A Chinese dissident lawyer who says he was repeatedly tortured by authorities remains under strict surveillance after his release earlier this month, according to human rights groups.
Gao Zhisheng, one of the founders of China’s human rights defense movement in the early 2000s, was released on Aug. 7 from a prison in the northwestern region of Xinjiang. The combative lawyer took on some of the most politically sensitive cases in China before allegedly enduring eight years of detention and torture by security forces.
Gao was "utterly destroyed" in confinement, according to his international lawyer. After being assigned to Shaya prison in December 2011 for a three-year jail sentence, he was held in a small dark cell and denied all contact with the outside world. He shed about 50 pounds from a meager diet of one slice of bread and a piece of cabbage a day, and he lost several teeth.
Gao can barely speak. His family believes he was physically tortured in prison and now suffers from mental health problems.
Security officials have reportedly barred Gao from visiting a doctor while he lives with his wife’s sister in Xinjiang.
Gao’s wife Geng He and his two children escaped to the United States in 2009 after suffering threats and surveillance from Chinese officials. She said in a recent statement that she was "completely devastated by what the Chinese government has done to my husband."
"The only thing I feared more than him being killed was his suffering relentless and horrific torture and being kept alive," she said. "My children and I have been lucky to have had the protection of the United States since we arrived here in March 2009."
"We desperately need help from our adopted country and from President Obama and Secretary [John] Kerry personally to demand the Chinese government to allow my husband to come to the United States for medical treatment," she added. "If [Chinese] President Xi Jinping has any sense of decency or humanity, after crushing my husband both physically and psychologically, the least he could do is allow me as a devoted wife to care for him."
State Department spokeswoman Marie Harf said earlier this month that U.S. officials "urge Chinese authorities to allow [Gao] to leave China to be reunited with his family in the United States if he so chooses."
Human rights groups such as ChinaChange.org are urging Obama to press Jinping directly on Gao’s situation at an economic meeting in November in Beijing.
Gao’s trouble began in 2005 when he directly petitioned then Chinese leaders Hu Jintao and Wen Jiabao to end state persecution of practitioners of Falun Gong, a spiritual discipline that is banned in China. He was harassed and watched closely by plainclothes police before being detained and tortured in 2006, when he wrote a letter to the U.S. Congress about China’s human rights conditions.
Gao was sentenced in December 2006 to three years in prison, five years of probation, and one year of deprivation of "political rights," which he is currently serving. His charge was "inciting to subvert state power."
Rights activists say he should still be allowed to speak and move as he pleases under Chinese law, even though he is deprived of his political rights.
Gao did not begin serving the three-year jail sentence until December 2011. He disappeared into informal detention before that while on "probation."
Gao provided a harrowing account of his torture in 2007 entitled, "Dark Night, Dark Hood, and Kidnapping by the Dark Mafia":
While Wang was saying this, the electric shock prods were put on my face and upper body shocking me. Wang then said, "Come on guys, deliver the second course!" Then, the electric shock baton was put all over me. And my full body, my heart, lungs and muscles began jumping under my skin uncontrollably. I was writhing on the ground in pain, trying to crawl away. Wang then shocked me in my genitals. My begging them to stop only returned laughing and more unbelievable torture. Wang then used the electric shock baton three more times on my genitals while shouting loudly. After a few hours of this I had no energy to even beg, let alone, try to escape. But my mind was still clear. […]
"Yes, your memory is still good. I told you, you would come back sooner or later. When I saw you the way you behaved in Xiajiang, I knew you would be back. You even looked down upon our police. Shouldn’t we help you have a better lesson? You wrote that letter to American congressmen. Look at you, you traitor. What could you be given by your American lord? The American Congress counts for nothing. This is China. It is the Communist Party’s territory. To capture your life is as easy as stepping on an ant. If you dare to continue to write your stupid articles, the government has to make its attitude clear. Now, did you see that attitude tonight?" Jiang spoke slowly.
The continued persecution of Gao is part of a broad crackdown on dissent by Jinping, which includes forced psychiatric treatment for dissidents and repression of religious and ethnic minorities.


§ Instructions to follow: For each line in the data below that has the word "axis", copy that line.

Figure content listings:
* * * * * * * * *

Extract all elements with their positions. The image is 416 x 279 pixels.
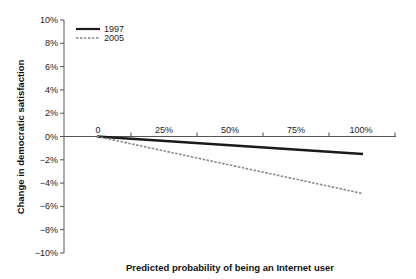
x-tick-label: 0: [95, 125, 100, 135]
x-tick-label: 50%: [221, 125, 239, 135]
line-chart: 10%8%6%4%2%0%−2%−4%−6%−8%−10% 025%50%75%…: [0, 0, 416, 279]
y-tick-label: 0%: [45, 132, 58, 142]
y-tick-label: −10%: [35, 248, 58, 258]
y-tick-label: −6%: [40, 201, 58, 211]
y-tick-label: −2%: [40, 155, 58, 165]
y-tick-label: 10%: [40, 15, 58, 25]
y-tick-label: 8%: [45, 38, 58, 48]
y-axis-title: Change in democratic satisfaction: [15, 59, 26, 214]
series-lines: [97, 137, 363, 194]
x-tick-label: 75%: [287, 125, 305, 135]
y-tick-label: 4%: [45, 85, 58, 95]
y-tick-label: −8%: [40, 225, 58, 235]
x-tick-label: 100%: [349, 125, 372, 135]
y-axis: 10%8%6%4%2%0%−2%−4%−6%−8%−10%: [35, 15, 64, 258]
y-tick-label: 6%: [45, 62, 58, 72]
x-axis: 025%50%75%100%: [64, 125, 396, 137]
legend-label: 2005: [104, 33, 124, 43]
x-axis-title: Predicted probability of being an Intern…: [126, 262, 334, 273]
legend: 19972005: [76, 24, 124, 43]
y-tick-label: −4%: [40, 178, 58, 188]
y-tick-label: 2%: [45, 108, 58, 118]
x-tick-label: 25%: [155, 125, 173, 135]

* * * * * * * * *

§ Written reply:
y-axis-title: Change in democratic satisfaction: [15, 59, 26, 214]
y-axis: 10%8%6%4%2%0%−2%−4%−6%−8%−10%: [35, 15, 64, 258]
x-axis: 025%50%75%100%: [64, 125, 396, 137]
x-axis-title: Predicted probability of being an Intern…: [126, 262, 334, 273]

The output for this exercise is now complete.